Folk music will live forever in the American consciousness; its ebb and flow does not

determine its bearing on society. It has always been from the beginning of American

history, and so it will always be.

21
Ibid.
22
Ibid.
23
Dunaway, 145.
11

Bibliography

“Dream Songs: The Music of the March on Washington.” The New Yorker. Last

modified August 28, 2013.


12

http://www.newyorker.com/culture/culture-desk/dream-songs-the-music-of-the-

march-on-washington.

Dunaway, David King. Singing Out: An Oral History of America’s Folk Revivals. New

York: Oxford University Press, 2010.

Graham, David A. “Pete Seeger’s All-American Communism.” The Atlantic. Last

modified January 29, 2014.

http://www.theatlantic.com/politics/archive/2014/01/pete-seegers-all-

american-communism/283444/.

Mitchell, Gillian. The North American Folk Music Revival: Nation and Identity in the

United States and Canada, 1945-1980. Great Britain, MPG Books, 2007.

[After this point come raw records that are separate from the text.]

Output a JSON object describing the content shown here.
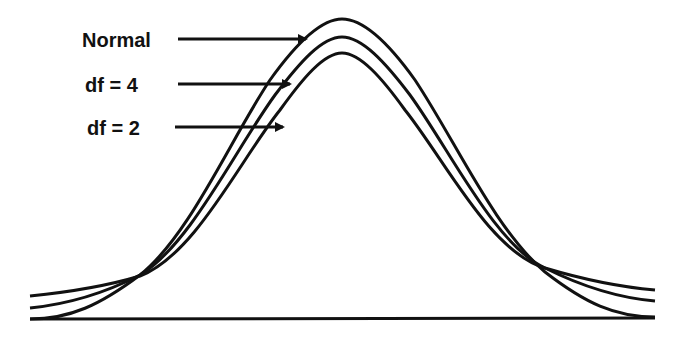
{
  "diagram": {
    "title": "",
    "type": "distribution-comparison",
    "labels": [
      {
        "text": "Normal",
        "x": 82,
        "y": 30,
        "arrow_from": [
          178,
          39
        ],
        "arrow_to": [
          306,
          39
        ]
      },
      {
        "text": "df = 4",
        "x": 85,
        "y": 75,
        "arrow_from": [
          178,
          84
        ],
        "arrow_to": [
          290,
          84
        ]
      },
      {
        "text": "df = 2",
        "x": 87,
        "y": 118,
        "arrow_from": [
          175,
          127
        ],
        "arrow_to": [
          283,
          127
        ]
      }
    ],
    "curves": [
      {
        "name": "Normal",
        "peak_y": 19,
        "tail_y": 319,
        "role": "normal-distribution"
      },
      {
        "name": "df = 4",
        "peak_y": 37,
        "tail_y": 308,
        "role": "t-distribution-df4"
      },
      {
        "name": "df = 2",
        "peak_y": 53,
        "tail_y": 296,
        "role": "t-distribution-df2"
      }
    ],
    "baseline": {
      "x1": 30,
      "x2": 655,
      "y": 319
    },
    "colors": {
      "stroke": "#111111",
      "background": "#ffffff"
    }
  }
}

Shelton, Robert. No Direction Home: The Life and Music of Bob Dylan. New York:

Ballantine Books, 1986.

Sounes, Howard. Down the Highway: The Life of Bob Dylan. London: Doubleday,

2001.

“Social Movements, Identity, and Race.” Princeton.edu. Accessed December 8, 2015.

http://press.princeton.edu/chapters/s9210.pdf

“Readers’ Poll: The Best Bob Dylan Albums of All Time.” Rolling Stone. Last modified

September 12, 2012. http://www.rollingstone.com/music/pictures/readers-

poll-the-best-bob-dylan-albums-of-all-time-20120912.

“Woody Guthrie’s Biography.” Woody Guthrie. Accessed Dec. 9 2015.